Work instruction: Go to the line holding "You are a GUI" in the entries below and write out exactly every line down to and including the line holding "This screenshot has height=554, width=756.".
-- Working data follows --
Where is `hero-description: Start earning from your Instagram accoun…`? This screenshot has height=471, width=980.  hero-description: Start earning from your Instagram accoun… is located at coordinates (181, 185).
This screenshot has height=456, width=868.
-- Working data concluded --
-- Working data follows --
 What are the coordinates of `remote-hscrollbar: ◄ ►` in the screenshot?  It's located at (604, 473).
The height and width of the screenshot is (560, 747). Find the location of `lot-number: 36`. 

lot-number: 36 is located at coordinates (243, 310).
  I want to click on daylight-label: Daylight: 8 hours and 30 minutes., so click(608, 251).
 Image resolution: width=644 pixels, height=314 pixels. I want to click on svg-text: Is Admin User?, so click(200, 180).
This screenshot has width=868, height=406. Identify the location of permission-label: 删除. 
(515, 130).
-- Working data concluded --
-- Working data follows --
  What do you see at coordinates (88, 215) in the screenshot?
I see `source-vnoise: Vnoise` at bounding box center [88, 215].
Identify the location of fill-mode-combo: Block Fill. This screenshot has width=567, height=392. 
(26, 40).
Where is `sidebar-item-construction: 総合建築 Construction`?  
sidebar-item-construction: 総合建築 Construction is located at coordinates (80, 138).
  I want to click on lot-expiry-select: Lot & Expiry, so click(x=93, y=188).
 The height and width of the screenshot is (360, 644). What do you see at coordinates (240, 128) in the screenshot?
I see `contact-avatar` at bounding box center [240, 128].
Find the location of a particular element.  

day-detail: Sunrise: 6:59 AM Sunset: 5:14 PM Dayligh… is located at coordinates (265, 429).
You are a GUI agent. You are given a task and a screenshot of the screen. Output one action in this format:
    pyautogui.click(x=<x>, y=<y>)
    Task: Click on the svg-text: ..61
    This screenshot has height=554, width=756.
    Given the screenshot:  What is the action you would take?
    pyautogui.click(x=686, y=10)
-- Working data concluded --
Response for this exercise:
You are a GUI agent. You are given a task and a screenshot of the screen. Output one action in this format:
    pyautogui.click(x=<x>, y=<y>)
    Task: Click on the svg-text: ..61
    This screenshot has height=554, width=756.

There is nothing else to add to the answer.